The Past, Present, and Future of the Brain Imaging Data Structure (BIDS)

no code implementations11 Sep 2023 Russell A. Poldrack, Christopher J. Markiewicz, Stefan Appelhoff, Yoni K. Ashar, Tibor Auer, Sylvain Baillet, Shashank Bansal, Leandro Beltrachini, Christian G. Benar, Giacomo Bertazzoli, Suyash Bhogawar, Ross W. Blair, Marta Bortoletto, Mathieu Boudreau, Teon L. Brooks, Vince D. Calhoun, Filippo Maria Castelli, Patricia Clement, Alexander L Cohen, Julien Cohen-Adad, Sasha D'Ambrosio, Gilles de Hollander, María de la iglesia-Vayá, Alejandro de la Vega, Arnaud Delorme, Orrin Devinsky, Dejan Draschkow, Eugene Paul Duff, Elizabeth Dupre, Eric Earl, Oscar Esteban, Franklin W. Feingold, Guillaume Flandin, anthony galassi, Giuseppe Gallitto, Melanie Ganz, Rémi Gau, James Gholam, Satrajit S. Ghosh, Alessio Giacomel, Ashley G Gillman, Padraig Gleeson, Alexandre Gramfort, Samuel Guay, Giacomo Guidali, Yaroslav O. Halchenko, Daniel A. Handwerker, Nell Hardcastle, Peer Herholz, Dora Hermes, Christopher J. Honey, Robert B. Innis, Horea-Ioan Ioanas, Andrew Jahn, Agah Karakuzu, David B. Keator, Gregory Kiar, Balint Kincses, Angela R. Laird, Jonathan C. Lau, Alberto Lazari, Jon Haitz Legarreta, Adam Li, Xiangrui Li, Bradley C. Love, Hanzhang Lu, Camille Maumet, Giacomo Mazzamuto, Steven L. Meisler, Mark Mikkelsen, Henk Mutsaerts, Thomas E. Nichols, Aki Nikolaidis, Gustav Nilsonne, Guiomar Niso, Martin Norgaard, Thomas W Okell, Robert Oostenveld, Eduard Ort, Patrick J. Park, Mateusz Pawlik, Cyril R. Pernet, Franco Pestilli, Jan Petr, Christophe Phillips, Jean-Baptiste Poline, Luca Pollonini, Pradeep Reddy Raamana, Petra Ritter, Gaia Rizzo, Kay A. Robbins, Alexander P. Rockhill, Christine Rogers, Ariel Rokem, Chris Rorden, Alexandre Routier, Jose Manuel Saborit-Torres, Taylor Salo, Michael Schirner, Robert E. Smith, Tamas Spisak, Julia Sprenger, Nicole C. Swann, Martin Szinte, Sylvain Takerkart, Bertrand Thirion, Adam G. Thomas, Sajjad Torabian, Gael Varoquaux, Bradley Voytek, Julius Welzel, Martin Wilson, Tal Yarkoni, Krzysztof J. Gorgolewski

The Brain Imaging Data Structure (BIDS) is a community-driven standard for the organization of data and metadata from a growing range of neuroscience modalities.

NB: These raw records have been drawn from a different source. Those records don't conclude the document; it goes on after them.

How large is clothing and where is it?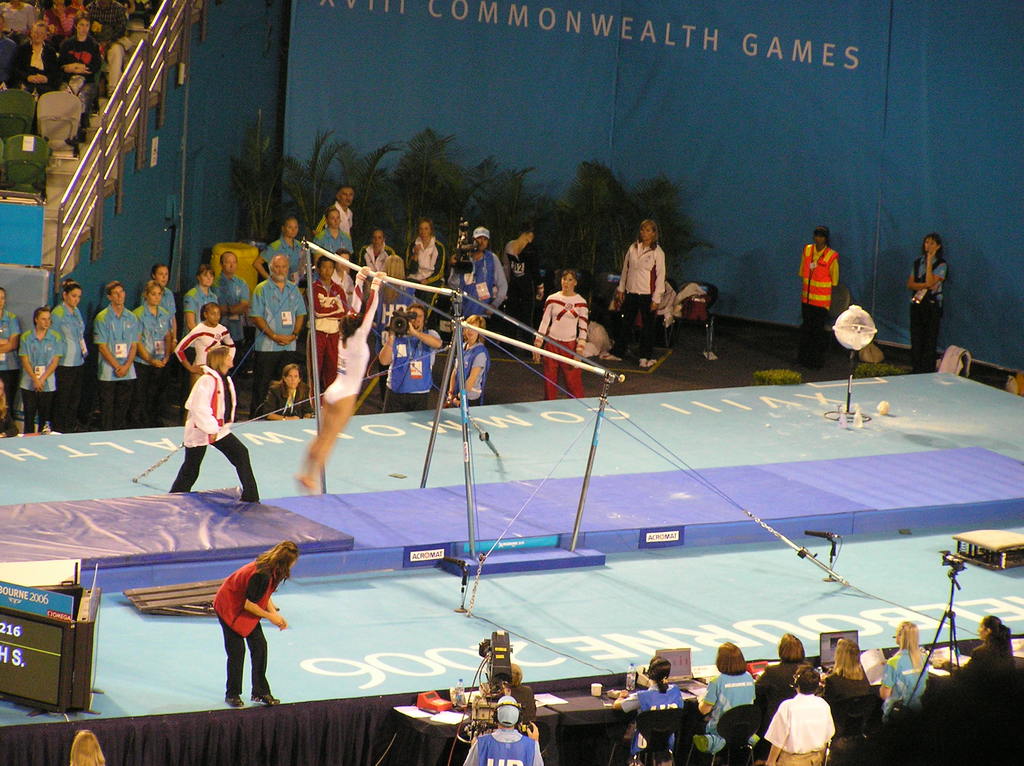
Bounding box: {"left": 534, "top": 291, "right": 588, "bottom": 399}.
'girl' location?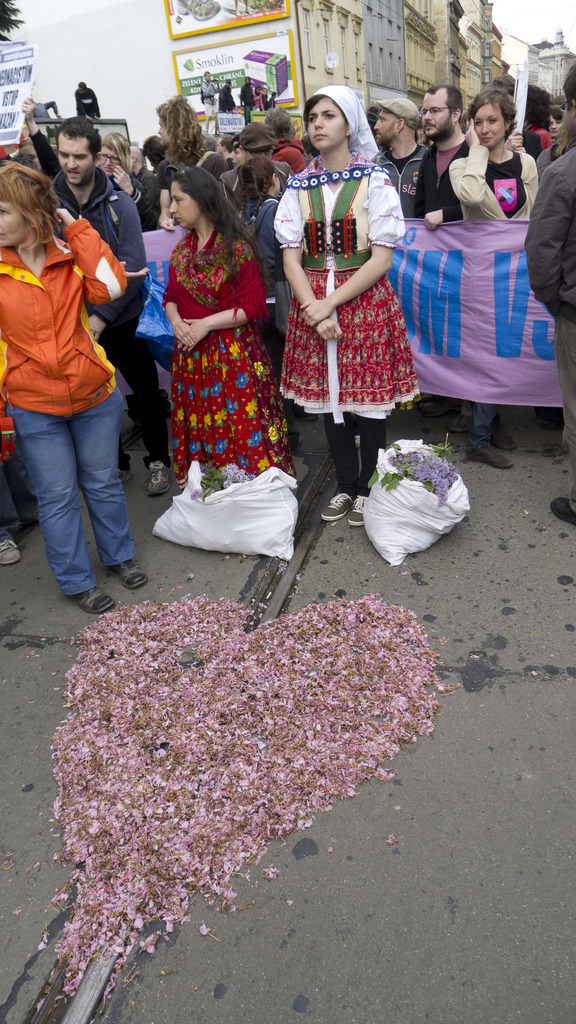
0/168/119/603
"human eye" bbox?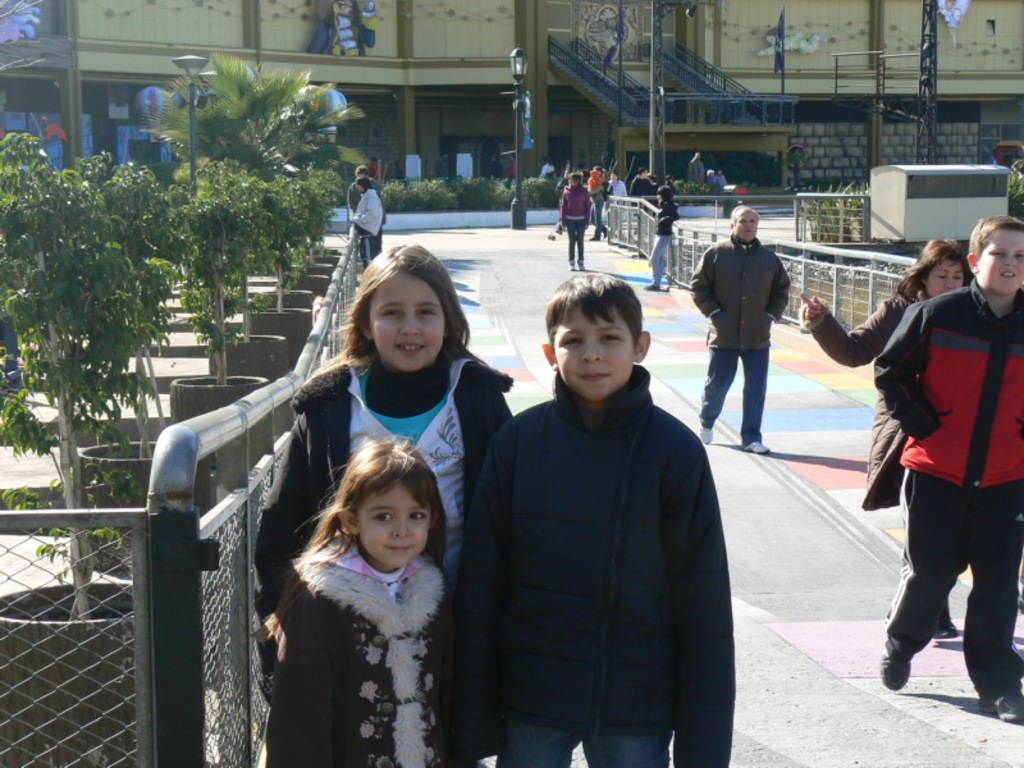
372, 504, 394, 527
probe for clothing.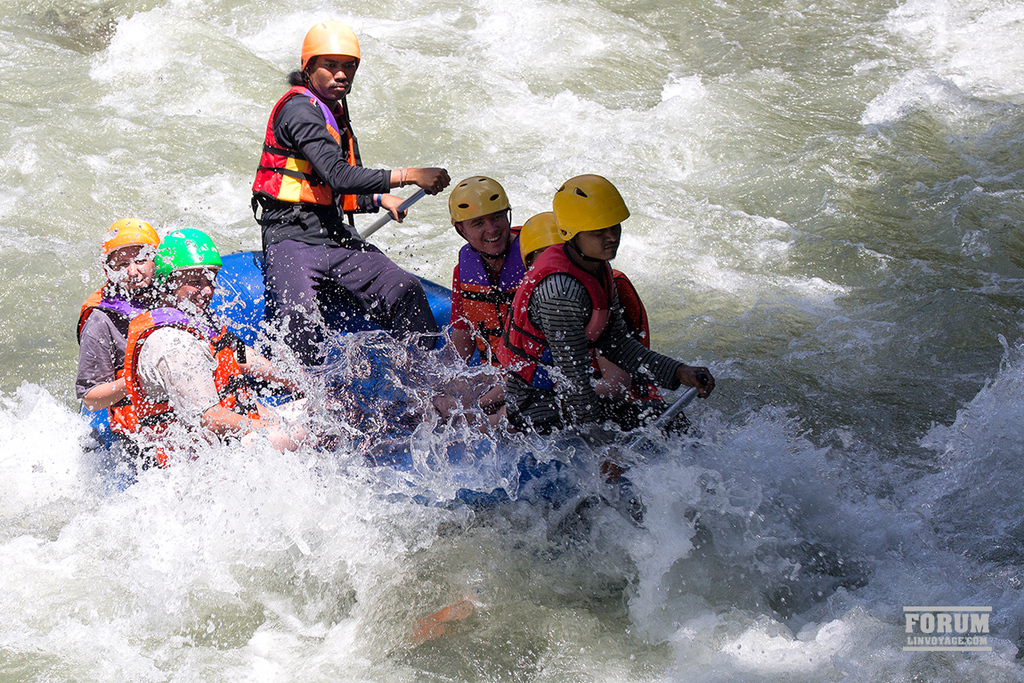
Probe result: bbox=(72, 283, 142, 438).
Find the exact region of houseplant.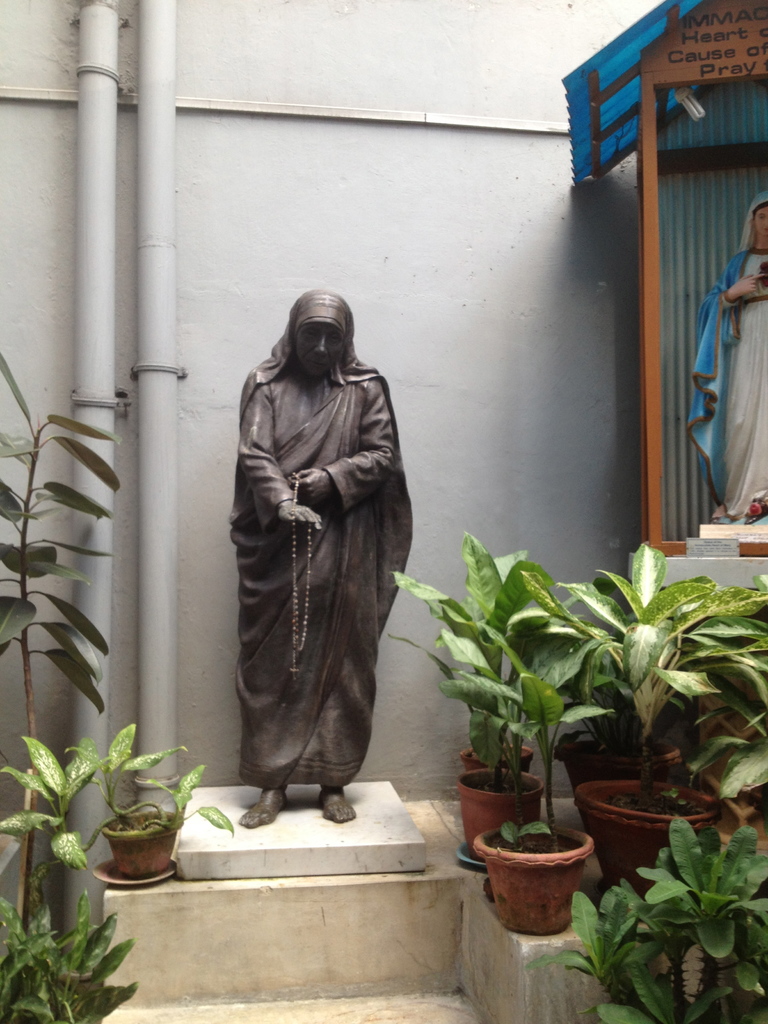
Exact region: x1=374, y1=522, x2=566, y2=858.
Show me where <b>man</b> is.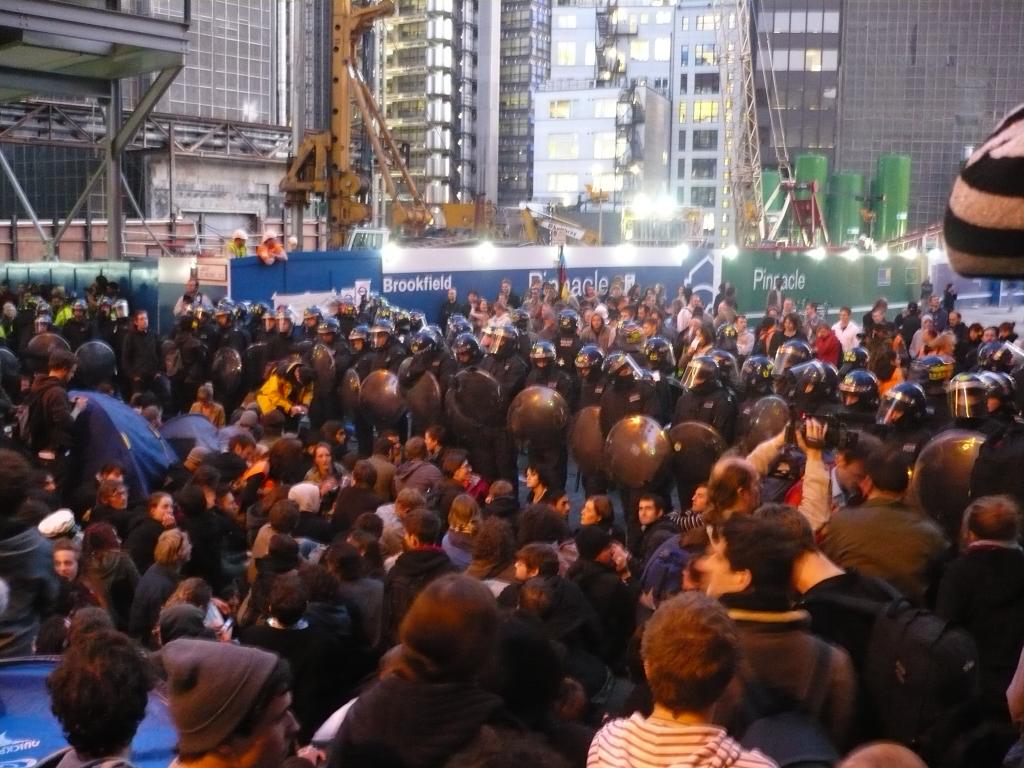
<b>man</b> is at l=262, t=589, r=326, b=719.
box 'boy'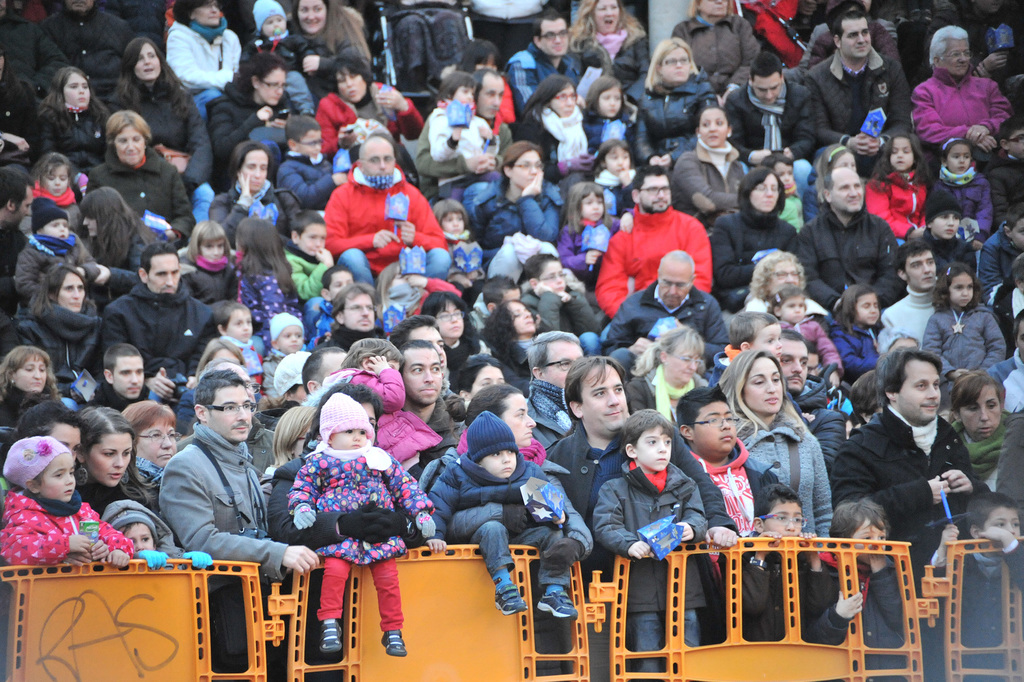
region(521, 249, 602, 357)
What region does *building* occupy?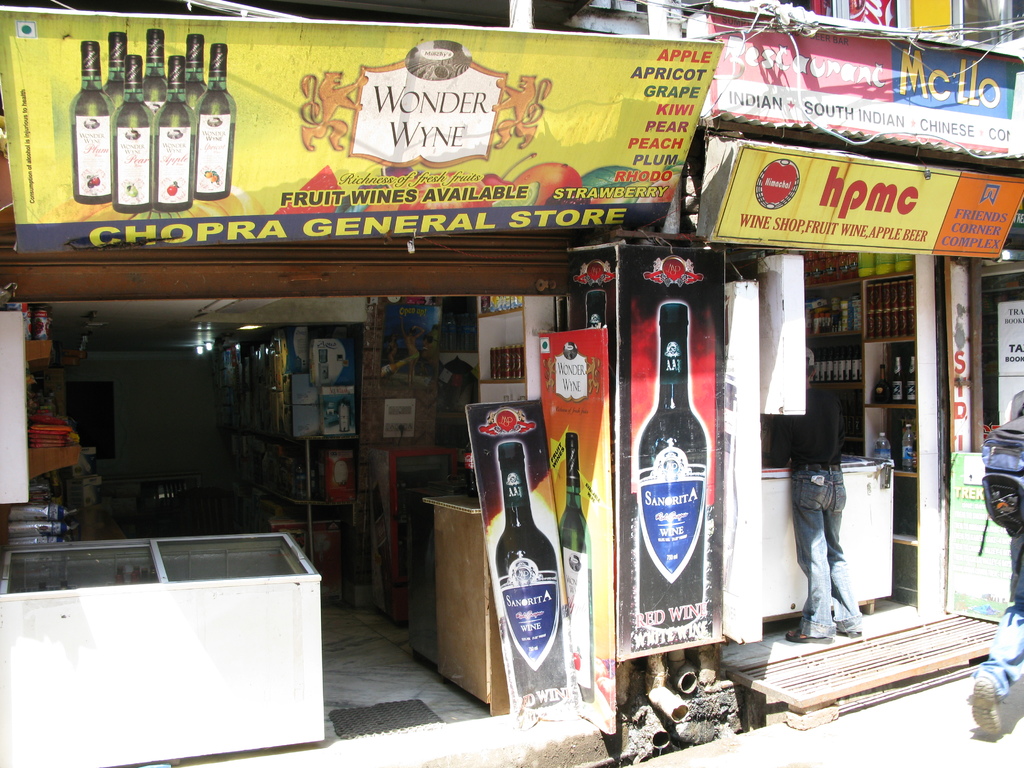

On the benefits of self-taught learning for brain decoding

no code implementations19 Sep 2022 Elodie Germani, Elisa Fromont, Camille Maumet

We study the benefits of using a large public neuroimaging database composed of fMRI statistic maps, in a self-taught learning framework, for improving brain decoding on new tasks.

Brain Decoding

Accelerating Permutation Testing in Voxel-wise Analysis through Subspace Tracking: A new plugin for SnPM

no code implementations4 Mar 2017 Felipe Gutierrez-Barragan, Vamsi K. Ithapu, Chris Hinrichs, Camille Maumet, Sterling C. Johnson, Thomas E. Nichols, Vikas Singh, the ADNI

We find that RapidPT achieves its best runtime performance on medium sized datasets ($50 \leq n \leq 200$), with speedups of 1. 5x - 38x (vs. SnPM13) and 20x-1000x (vs. NaivePT).